An agreement was signed, and on 30 April 2021, Bioholdings LP took ownership of Tataa. Kubista and other “old” owners obtained shares in the company through their holding company.
So far, everything had gone according to plan.
The ensuing turmoil is complicated and stems from a misunderstanding by the lawyers involved about how to restructure the Covid testing business. Mr Kubista and the other shareholders were advised to set up a second company to remedy the mistake.
Then, as advised by the law firm, Mikael Kubista and the owners carried out a so-called upstream merger between the two companies, whereby the first one – the one created to co-own Bioholdings LP – would be dissolved.
Under Swedish law this means that the acquiring company takes over all the rights and obligations of the dissolved company.
In an email on 24 January 2023, the plans to absorb the first company were presented to Care Equity’s Swedish lawyer, who did not raise any objections.
On 1 February 2023, the merger was completed, but this turned out to be a fatal mistake.

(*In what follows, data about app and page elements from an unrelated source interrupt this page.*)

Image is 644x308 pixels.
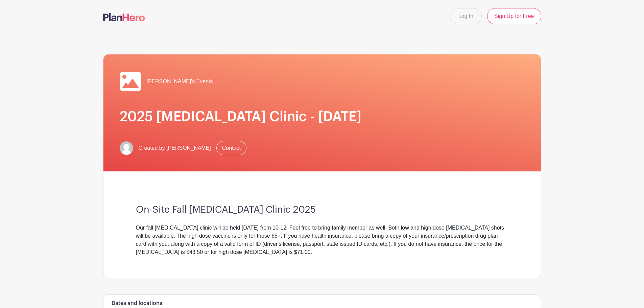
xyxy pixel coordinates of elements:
[120,141,133,155] img: default-ce2991bfa6775e67f084385cd625a349d9dcbb7a52a09fb2fda1e96e2d18dcdb.png
[487,8,541,24] a: Sign Up for Free
[103,13,145,21] img: logo-507f7623f17ff9eddc593b1ce0a138ce2505c220e1c5a4e2b4648c50719b7d32.svg
[120,108,525,125] h1: 2025 [MEDICAL_DATA] Clinic - [DATE]
[139,144,211,152] span: Created by [PERSON_NAME]
[217,141,247,155] a: Contact
[112,300,163,306] h6: Dates and locations
[450,8,482,24] a: Log In
[147,77,213,86] span: [PERSON_NAME]'s Events
[136,223,508,256] div: Our fall [MEDICAL_DATA] clinic will be held [DATE] from 10-12. Feel free to bring family member a...
[136,204,508,215] h3: On-Site Fall [MEDICAL_DATA] Clinic 2025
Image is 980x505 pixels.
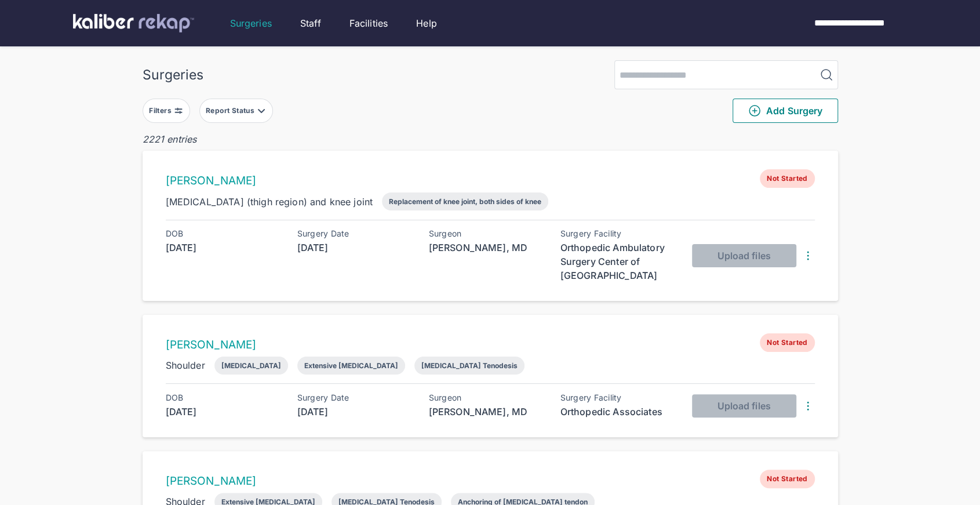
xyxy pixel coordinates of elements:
[732,98,838,123] button: Add Surgery
[73,14,194,32] img: kaliber labs logo
[760,333,815,352] span: Not Started
[257,106,266,115] img: filter-caret-down-grey.b3560631.svg
[350,16,388,30] a: Facilities
[297,229,413,238] div: Surgery Date
[717,249,770,262] span: Upload files
[165,195,373,208] div: [MEDICAL_DATA] (thigh region) and knee joint
[143,98,190,123] button: Filters
[560,404,677,418] div: Orthopedic Associates
[165,229,282,238] div: DOB
[304,361,398,370] div: Extensive [MEDICAL_DATA]
[717,400,770,412] span: Upload files
[297,241,413,254] div: [DATE]
[801,249,815,262] img: DotsThreeVertical.31cb0eda.svg
[221,361,281,370] div: [MEDICAL_DATA]
[429,229,545,238] div: Surgeon
[421,361,517,370] div: [MEDICAL_DATA] Tenodesis
[143,67,203,83] div: Surgeries
[165,404,282,418] div: [DATE]
[560,241,677,282] div: Orthopedic Ambulatory Surgery Center of [GEOGRAPHIC_DATA]
[748,104,761,118] img: PlusCircleGreen.5fd88d77.svg
[165,338,257,351] a: [PERSON_NAME]
[165,474,257,488] a: [PERSON_NAME]
[165,241,282,254] div: [DATE]
[206,106,257,115] div: Report Status
[748,104,823,118] span: Add Surgery
[165,358,205,372] div: Shoulder
[692,394,796,417] button: Upload files
[801,399,815,413] img: DotsThreeVertical.31cb0eda.svg
[560,393,677,402] div: Surgery Facility
[165,393,282,402] div: DOB
[300,16,321,30] a: Staff
[560,229,677,238] div: Surgery Facility
[174,106,183,115] img: faders-horizontal-grey.d550dbda.svg
[429,241,545,254] div: [PERSON_NAME], MD
[692,244,796,267] button: Upload files
[760,469,815,488] span: Not Started
[429,404,545,418] div: [PERSON_NAME], MD
[199,98,273,123] button: Report Status
[429,393,545,402] div: Surgeon
[165,174,257,187] a: [PERSON_NAME]
[297,393,413,402] div: Surgery Date
[819,68,833,81] img: MagnifyingGlass.1dc66aab.svg
[760,169,815,188] span: Not Started
[389,197,541,206] div: Replacement of knee joint, both sides of knee
[149,106,174,115] div: Filters
[230,16,272,30] a: Surgeries
[143,132,838,146] div: 2221 entries
[416,16,437,30] a: Help
[297,404,413,418] div: [DATE]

The agreement with the American company contains a clause stating that no transfer of shares in the company may be made to another party without the written consent of Bioholdings LP. According to the lawsuit, Mikael Kubista was not aware of that and had not been informed by his lawyers.
The response from the US company was brutal.
On 11 June, Mikael Kubista was dismissed as CEO of Tataa. A new board was elected, and Mr Kubista and two other members were dismissed and accused of cheating the company in carrying out the upstream merger.
The remaining shares in the post-merger company – reportedly worth around SEK 77.5 million at the time – were declared forfeited and, therefore, lost all value in Kubista’s holding company, which was also in accordance with the agreement.
In a letter to Kubista dated 13 June, Peter Batesko, CEO of Care Equity, wrote that the company will seek compensation for all damages and “do not intend to absolve you of any liability”. The letter ends by reminding Mr Kubista of the restrictions and undertakings he is still bound by under the agreement.
Today, Tataa’s website has no mention of the company’s founder and his contribution to the company’s development – all such material has been deleted, including the links to the scientific articles he published.
In an email to the editors, Tataa Biocenter, via a communications agency, gives the company´s view on why it happened. ”Mikael himself requested that his name and image be removed from Tataa's website and materials on June 15, 2023. We complied with his request.”
For Mr Kubista and the other stakeholders, who no longer had a stake in Bioholdings LP, only one option remained to reduce their loss: to sue their legal advisers.
According to the lawsuit, the merger would never have been carried out without written consent if the law firm had “acted with the diligence and care” that could be expected and had provided the correct advice.
The claim seeks to have the district court order the law firm to pay damages for negligent advice equivalent to the entire amount lost, i.e. SEK 77.5 million plus interest.
In its defence, Norma Advokater primarily requests that the case be dismissed and instead be settled by an arbitration institution in accordance with the company’s general terms and conditions.
Even if the district court were to hear the case, the law firm denies having acted negligently and argues, among other things, that it was not Norma’s responsibility to find out which contractual creditors were affected by the merger or whose consent needed to be obtained. The firm also argues that any liability for damages should be limited to SEK 5 million.
The legal process is ongoing.
Life Science Sweden has contacted Mikael Kubista, who declined to comment on the events related to the takeover of Tataa.
Footnote: After the article was published, Tataa Biocenter submitted comments, and the text has been changed in two respects: firstly with the correct date of the so-called upstream merger (February 1, 2023), and secondly with Tataa's explanation why Mikael Kubista's name and image no longer appear on the company's website.